Resilient teaching and learning will continue to garner much-needed attention as higher education moves through the long wake of the pandemic.
What are your strategies for maintaining resilience? Let’s talk about it.




Oregon State University now has over 500 hybrid (“blended”) courses including the Ecampus hybrid degree and certificate programs offered through the new
Online and classroom experiences will be linked in a variety of ways. Specifically, the online activities will help students prepare for class by completing readings, video lectures, and quizzes prior to class meetings. Class time can then be used to focus on difficult concepts and to expand on current issues in nutrition. – Jennifer Jackson, Nutrition
One of the great things that online courses provide is the opportunity to have more transparency throughout a project compared to a non-hybrid class, because the digital material is available all the time and the entire class can have access.
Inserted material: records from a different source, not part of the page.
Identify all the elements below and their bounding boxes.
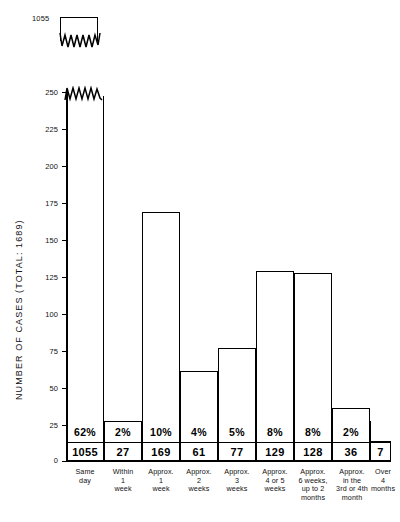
value-label-approx-4-or-5-weeks: 129 <box>256 443 294 461</box>
percent-label-approx-4-or-5-weeks: 8% <box>256 422 294 442</box>
chart-root: 1055 NUMBER OF CASES (TOTAL: 1689) 250 2… <box>0 0 400 522</box>
value-label-over-4-months: 7 <box>370 443 391 461</box>
value-label-approx-6-weeks-to-2-months: 128 <box>294 443 332 461</box>
percent-label-approx-1-week: 10% <box>142 422 180 442</box>
value-label-approx-2-weeks: 61 <box>180 443 218 461</box>
y-tick-label-25: 25 <box>28 421 58 430</box>
y-tick-label-75: 75 <box>28 347 58 356</box>
y-tick-label-0: 0 <box>28 456 58 465</box>
percent-label-approx-3rd-or-4th-month: 2% <box>332 422 370 442</box>
y-tick-label-225: 225 <box>28 125 58 134</box>
value-label-within-1-week: 27 <box>104 443 142 461</box>
y-tick-label-175: 175 <box>28 199 58 208</box>
broken-bar-value-label: 1055 <box>32 14 50 23</box>
value-label-same-day: 1055 <box>66 443 104 461</box>
y-tick-label-50: 50 <box>28 384 58 393</box>
category-line: month <box>327 494 377 503</box>
category-line: months <box>366 485 400 494</box>
bar-same-day <box>66 96 104 461</box>
category-label-over-4-months: Over 4 months <box>366 468 400 494</box>
y-axis-title: NUMBER OF CASES (TOTAL: 1689) <box>14 219 24 400</box>
y-tick-label-150: 150 <box>28 236 58 245</box>
y-tick-label-200: 200 <box>28 162 58 171</box>
percent-label-same-day: 62% <box>66 422 104 442</box>
value-label-approx-3rd-or-4th-month: 36 <box>332 443 370 461</box>
percent-label-within-1-week: 2% <box>104 422 142 442</box>
percent-label-approx-2-weeks: 4% <box>180 422 218 442</box>
percent-label-approx-6-weeks-to-2-months: 8% <box>294 422 332 442</box>
value-label-approx-1-week: 169 <box>142 443 180 461</box>
y-tick-label-125: 125 <box>28 273 58 282</box>
axis-break-zigzag-top <box>58 32 102 50</box>
value-label-approx-3-weeks: 77 <box>218 443 256 461</box>
y-tick-label-250: 250 <box>28 88 58 97</box>
percent-label-approx-3-weeks: 5% <box>218 422 256 442</box>
y-tick-label-100: 100 <box>28 310 58 319</box>
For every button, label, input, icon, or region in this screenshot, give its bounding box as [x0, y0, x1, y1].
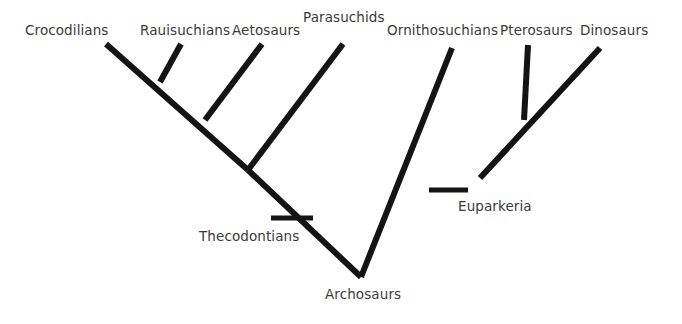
branch-group [106, 44, 600, 277]
tip-label-parasuchids: Parasuchids [303, 11, 385, 25]
crocodylia-stem [248, 170, 361, 277]
pterosaurs-branch [524, 45, 528, 120]
dinosaurs-branch [480, 48, 600, 178]
tip-label-dinosaurs: Dinosaurs [580, 24, 648, 38]
node-label-euparkeria: Euparkeria [458, 200, 532, 214]
parasuchids-branch [248, 44, 343, 170]
ornithosuchians-branch [361, 48, 452, 277]
crocodilians-branch [106, 44, 248, 170]
tip-label-pterosaurs: Pterosaurs [500, 24, 573, 38]
rauisuchians-branch [160, 44, 181, 82]
node-label-archosaurs: Archosaurs [325, 288, 401, 302]
tick-mark-group [271, 190, 468, 218]
tip-label-ornithosuchians: Ornithosuchians [387, 24, 498, 38]
cladogram-diagram: CrocodiliansRauisuchiansAetosaursParasuc… [0, 0, 682, 324]
aetosaurs-branch [205, 44, 262, 120]
cladogram-svg [0, 0, 682, 324]
tip-label-crocodilians: Crocodilians [25, 24, 109, 38]
tip-label-rauisuchians: Rauisuchians [140, 24, 230, 38]
node-label-thecodontians: Thecodontians [199, 230, 299, 244]
tip-label-aetosaurs: Aetosaurs [232, 24, 300, 38]
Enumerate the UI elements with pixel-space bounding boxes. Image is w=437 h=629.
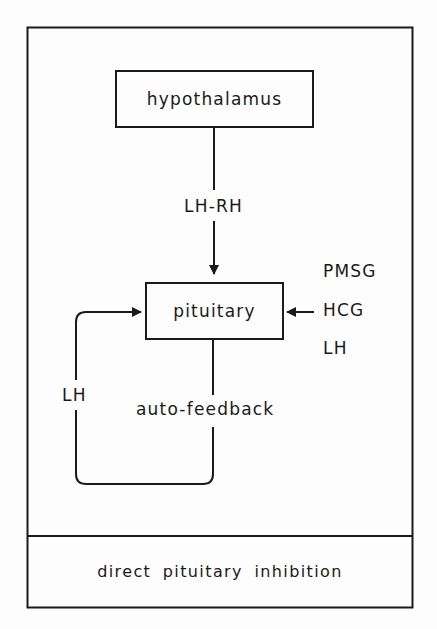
hypothalamus-label: hypothalamus xyxy=(147,91,283,108)
footer-label: direct pituitary inhibition xyxy=(97,564,343,580)
auto-feedback-label: auto-feedback xyxy=(136,401,274,418)
diagram-canvas: hypothalamus LH-RH pituitary PMSG HCG LH… xyxy=(0,0,437,629)
lhrh-label: LH-RH xyxy=(184,198,243,215)
input-label-pmsg: PMSG xyxy=(323,263,377,280)
input-label-lh: LH xyxy=(323,340,348,357)
feedback-loop-lower xyxy=(76,410,213,484)
pituitary-label: pituitary xyxy=(173,303,256,320)
hypothalamus-node: hypothalamus xyxy=(115,70,314,128)
feedback-loop-upper xyxy=(76,312,141,380)
pituitary-node: pituitary xyxy=(145,282,284,340)
input-label-hcg: HCG xyxy=(323,302,364,319)
feedback-lh-label: LH xyxy=(62,387,87,404)
footer-section: direct pituitary inhibition xyxy=(27,536,413,608)
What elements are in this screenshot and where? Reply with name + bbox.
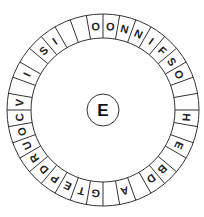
- ring-letter: E: [62, 179, 74, 193]
- center-letter: E: [97, 101, 108, 120]
- segment-divider: [86, 15, 90, 39]
- ring-letter: O: [106, 20, 116, 33]
- ring-letter: E: [172, 140, 186, 152]
- ring-letter: H: [180, 113, 193, 122]
- ring-letter: N: [119, 22, 130, 36]
- ring-letter: P: [48, 172, 61, 186]
- ring-letter: G: [91, 187, 101, 200]
- segment-divider: [174, 93, 198, 97]
- segment-divider: [116, 15, 120, 39]
- ring-letter: C: [13, 113, 26, 122]
- segment-divider: [70, 20, 78, 43]
- segment-divider: [171, 77, 194, 85]
- segment-divider: [86, 181, 90, 205]
- ring-letter: A: [119, 184, 130, 198]
- ring-letter: O: [172, 68, 187, 81]
- ring-letter: F: [156, 44, 169, 57]
- segment-divider: [13, 77, 36, 85]
- ring-letter: U: [20, 139, 34, 151]
- ring-letter: V: [13, 98, 26, 107]
- ring-letter: S: [37, 44, 51, 58]
- segment-divider: [116, 181, 120, 205]
- segment-divider: [171, 135, 194, 143]
- segment-divider: [8, 93, 32, 97]
- ring-letter: I: [21, 71, 33, 79]
- letter-wheel: ONNIFSOHEBDAGTEPDRUOCVISIO E: [0, 0, 204, 217]
- ring-letter: I: [50, 35, 59, 47]
- ring-letter: O: [15, 126, 29, 138]
- ring-letter: I: [146, 35, 155, 47]
- ring-letter: S: [165, 55, 179, 68]
- segment-divider: [8, 123, 32, 127]
- ring-letter: N: [132, 27, 144, 41]
- ring-letter: O: [91, 20, 101, 33]
- ring-letter: T: [76, 184, 86, 197]
- segment-divider: [174, 123, 198, 127]
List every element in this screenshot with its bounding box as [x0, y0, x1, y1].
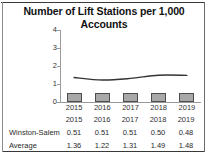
y-axis-tick-mark: [57, 66, 60, 67]
table-cell: 1.31: [116, 139, 144, 152]
data-table-wrapper: 20152016201720182019Winston-Salem0.510.5…: [0, 113, 208, 152]
table-row: Winston-Salem0.510.510.510.500.48: [0, 126, 208, 139]
table-cell: 1.49: [144, 139, 172, 152]
y-axis-tick-mark: [57, 102, 60, 103]
x-axis-tick-label: 2016: [89, 103, 115, 112]
table-cell: 1.22: [88, 139, 116, 152]
table-spacer-cell: [200, 113, 208, 126]
y-axis-tick-mark: [57, 48, 60, 49]
table-row: Average1.361.221.311.491.48: [0, 139, 208, 152]
table-cell: 0.48: [172, 126, 200, 139]
x-axis-tick-label: 2018: [146, 103, 172, 112]
chart-title: Number of Lift Stations per 1,000 Accoun…: [8, 5, 200, 30]
data-table-body: 20152016201720182019Winston-Salem0.510.5…: [0, 113, 208, 152]
plot-area: 43210 20152016201720182019: [0, 30, 208, 114]
page-frame-top-rule: [1, 2, 205, 3]
data-table-column-header: 2019: [172, 113, 200, 126]
data-table-column-header: 2015: [60, 113, 88, 126]
table-row-label: Average: [0, 139, 60, 152]
chart-title-line-1: Number of Lift Stations per 1,000: [8, 5, 200, 18]
data-table-column-header: 2017: [116, 113, 144, 126]
y-axis-tick-mark: [57, 30, 60, 31]
table-cell: 0.50: [144, 126, 172, 139]
data-table: 20152016201720182019Winston-Salem0.510.5…: [0, 113, 208, 152]
table-cell: 0.51: [60, 126, 88, 139]
table-row-label: Winston-Salem: [0, 126, 60, 139]
table-spacer-cell: [200, 139, 208, 152]
average-line-svg: [60, 30, 201, 102]
y-axis-tick-label: 1: [46, 80, 57, 88]
data-table-column-header: 2016: [88, 113, 116, 126]
x-axis-tick-label: 2017: [118, 103, 144, 112]
data-table-header-row: 20152016201720182019: [0, 113, 208, 126]
y-axis-tick-labels: 43210: [46, 30, 57, 102]
y-axis-tick-label: 0: [46, 98, 57, 106]
y-axis-tick-mark: [57, 84, 60, 85]
data-table-corner-cell: [0, 113, 60, 126]
table-spacer-cell: [200, 126, 208, 139]
x-axis-tick-label: 2015: [61, 103, 87, 112]
table-cell: 0.51: [88, 126, 116, 139]
x-axis-tick-label: 2019: [174, 103, 200, 112]
average-line-path: [74, 75, 187, 80]
y-axis-tick-label: 4: [46, 26, 57, 34]
table-cell: 1.48: [172, 139, 200, 152]
table-cell: 1.36: [60, 139, 88, 152]
y-axis-tick-label: 2: [46, 62, 57, 70]
chart-title-line-2: Accounts: [8, 18, 200, 31]
chart-figure: Number of Lift Stations per 1,000 Accoun…: [0, 0, 208, 159]
y-axis-tick-label: 3: [46, 44, 57, 52]
line-series-average: [60, 30, 201, 102]
table-cell: 0.51: [116, 126, 144, 139]
data-table-column-header: 2018: [144, 113, 172, 126]
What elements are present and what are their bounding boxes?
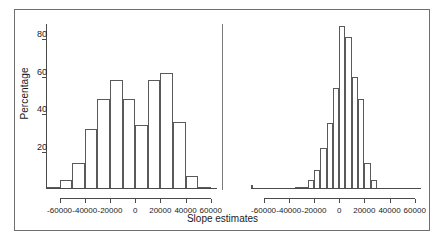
left-histogram-bars — [47, 24, 217, 189]
histogram-figure: Percentage 20406080 -60000-40000-2000002… — [0, 0, 445, 243]
right-histogram-panel: -60000-40000-200000200004000060000 — [251, 24, 421, 189]
histogram-bar — [160, 73, 173, 189]
x-tick-mark — [160, 199, 161, 203]
x-tick-mark — [85, 199, 86, 203]
histogram-bar — [123, 99, 136, 189]
histogram-bar — [148, 80, 161, 189]
y-tick: 40 — [0, 114, 47, 115]
left-histogram-panel: -60000-40000-200000200004000060000 — [47, 24, 217, 189]
right-histogram-bars — [251, 24, 421, 189]
x-tick-mark — [339, 199, 340, 203]
histogram-bar — [97, 99, 110, 189]
histogram-bar — [135, 125, 148, 189]
y-tick: 60 — [0, 77, 47, 78]
y-tick-label: 20 — [25, 147, 47, 148]
panel-separator — [222, 24, 223, 190]
histogram-bar — [85, 129, 98, 189]
left-plot-area: -60000-40000-200000200004000060000 — [47, 24, 217, 189]
left-x-axis-line — [47, 188, 217, 189]
right-plot-area: -60000-40000-200000200004000060000 — [251, 24, 421, 189]
x-tick-mark — [60, 199, 61, 203]
x-tick-mark — [264, 199, 265, 203]
x-tick-mark — [289, 199, 290, 203]
y-tick: 20 — [0, 152, 47, 153]
histogram-bar — [110, 80, 123, 189]
x-tick-mark — [186, 199, 187, 203]
x-tick-mark — [211, 199, 212, 203]
y-tick-label: 60 — [25, 72, 47, 73]
x-tick-mark — [135, 199, 136, 203]
y-tick: 80 — [0, 39, 47, 40]
x-tick-mark — [364, 199, 365, 203]
y-tick-label: 40 — [25, 109, 47, 110]
x-tick-mark — [390, 199, 391, 203]
right-x-axis-line — [251, 188, 421, 189]
histogram-bar — [72, 163, 85, 189]
histogram-bar — [173, 122, 186, 190]
y-tick-label: 80 — [25, 34, 47, 35]
x-tick-mark — [110, 199, 111, 203]
y-axis-title: Percentage — [19, 39, 30, 149]
x-tick-mark — [314, 199, 315, 203]
x-tick-mark — [415, 199, 416, 203]
x-axis-title: Slope estimates — [0, 213, 445, 224]
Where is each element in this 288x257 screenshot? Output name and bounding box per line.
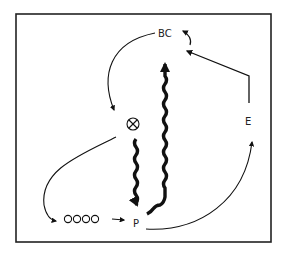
arrow-bc-to-cross xyxy=(108,33,155,110)
wavy-arrow-p-to-bc xyxy=(147,64,167,214)
arrow-bc-curl xyxy=(183,31,191,45)
arrow-p-to-e xyxy=(146,142,252,229)
label-bc: BC xyxy=(158,28,172,39)
label-p: P xyxy=(133,218,139,229)
circles-node xyxy=(64,215,98,222)
arrow-e-to-bc xyxy=(187,51,249,103)
label-e: E xyxy=(245,116,251,127)
arrow-circles-to-p xyxy=(112,219,124,220)
cross-circle-icon xyxy=(127,118,139,130)
arrow-cross-to-circles xyxy=(44,137,116,221)
diagram-frame xyxy=(16,14,271,242)
diagram-canvas: BC E P xyxy=(0,0,288,257)
wavy-arrow-cross-to-p xyxy=(135,139,138,205)
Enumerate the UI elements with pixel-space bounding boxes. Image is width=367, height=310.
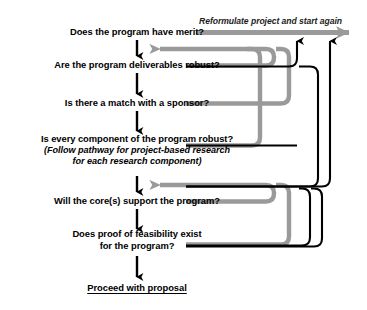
node-feasibility: Does proof of feasibility exist for the …	[0, 228, 274, 251]
node-component: Is every component of the program robust…	[0, 133, 274, 167]
node-sponsor-label: Is there a match with a sponsor?	[65, 97, 209, 108]
node-merit-label: Does the program have merit?	[70, 26, 204, 37]
node-component-note-line2: for each research component)	[0, 156, 274, 167]
node-deliverables: Are the program deliverables robust?	[0, 59, 274, 71]
node-proceed-label: Proceed with proposal	[87, 282, 187, 293]
node-merit: Does the program have merit?	[0, 26, 274, 38]
node-component-label: Is every component of the program robust…	[41, 133, 233, 144]
flowchart-diagram: Does the program have merit? Are the pro…	[0, 0, 367, 310]
node-component-note-line1: (Follow pathway for project-based resear…	[0, 145, 274, 156]
node-proceed: Proceed with proposal	[0, 282, 274, 294]
node-feasibility-label: Does proof of feasibility exist	[72, 228, 201, 239]
node-feasibility-label-line2: for the program?	[0, 240, 274, 252]
node-deliverables-label: Are the program deliverables robust?	[54, 59, 219, 70]
node-sponsor: Is there a match with a sponsor?	[0, 97, 274, 109]
riser-cores-column	[186, 67, 318, 187]
node-cores: Will the core(s) support the program?	[0, 195, 274, 207]
node-cores-label: Will the core(s) support the program?	[54, 195, 220, 206]
reformulate-caption: Reformulate project and start again	[199, 16, 342, 26]
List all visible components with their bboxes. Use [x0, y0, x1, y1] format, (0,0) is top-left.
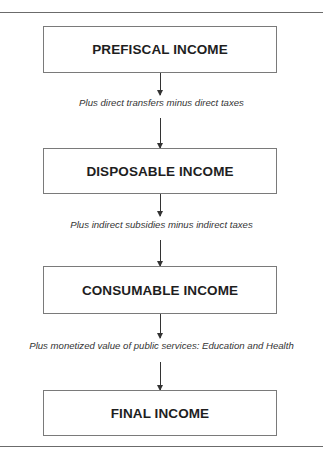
arrow-down-icon	[160, 240, 161, 266]
bottom-rule	[0, 446, 323, 447]
node-prefiscal-income: PREFISCAL INCOME	[43, 26, 277, 73]
node-disposable-income: DISPOSABLE INCOME	[43, 148, 277, 194]
top-rule	[0, 12, 323, 13]
arrow-down-icon	[160, 194, 161, 216]
node-final-income: FINAL INCOME	[43, 390, 277, 436]
edge-label-public-services: Plus monetized value of public services:…	[0, 340, 323, 351]
edge-label-indirect: Plus indirect subsidies minus indirect t…	[0, 219, 323, 230]
arrow-down-icon	[160, 314, 161, 338]
arrow-down-icon	[160, 362, 161, 390]
node-label: CONSUMABLE INCOME	[82, 283, 238, 298]
arrow-down-icon	[160, 73, 161, 95]
arrow-down-icon	[160, 118, 161, 148]
node-label: PREFISCAL INCOME	[92, 42, 228, 57]
node-label: DISPOSABLE INCOME	[86, 164, 233, 179]
node-consumable-income: CONSUMABLE INCOME	[43, 266, 277, 314]
node-label: FINAL INCOME	[111, 406, 209, 421]
edge-label-direct: Plus direct transfers minus direct taxes	[0, 97, 323, 108]
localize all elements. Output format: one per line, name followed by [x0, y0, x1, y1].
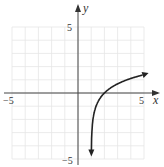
y-axis-arrow-icon — [75, 4, 81, 12]
y-tick-max: 5 — [67, 22, 72, 33]
chart: y x 5 −5 −5 5 — [0, 0, 164, 167]
x-axis-label: x — [152, 93, 159, 107]
curve-end-arrow-icon — [142, 72, 149, 78]
x-tick-min: −5 — [3, 95, 14, 106]
log-curve — [91, 75, 142, 151]
x-tick-max: 5 — [139, 95, 144, 106]
y-axis-label: y — [82, 1, 89, 15]
y-tick-min: −5 — [62, 155, 73, 166]
curve-start-arrow-icon — [88, 149, 94, 156]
In a typical non-hybrid course … the students rarely see the daily or weekly progress and process of how other teams are working. Allowing teams to see one another’s process, progress and being allowed to contribute to other team’s process and progress may create a richer and more transparent experience for students. My hope is that innovative online team experiences will expand students’ collaborative toolkit, [and] help them gain confidence in peer learning. – Andrea Marks, Design
The New Science of Learning
Research supports the value of online student-to-student interaction and building community among learners. Week 1 intro discussions—Let’s get acquainted. Tell us about yourself!—are a staple of interaction among students in online and hybrid courses. Can a Week 1 intro discussion that introduces students to one another also actively engage them in learning course content while building community with peers?
Following the interviews, students write haikus to introduce their interview partners to the class as well as haikus to introduce themselves. Imagine the challenge of introducing someone else, or yourself, in three brief lines!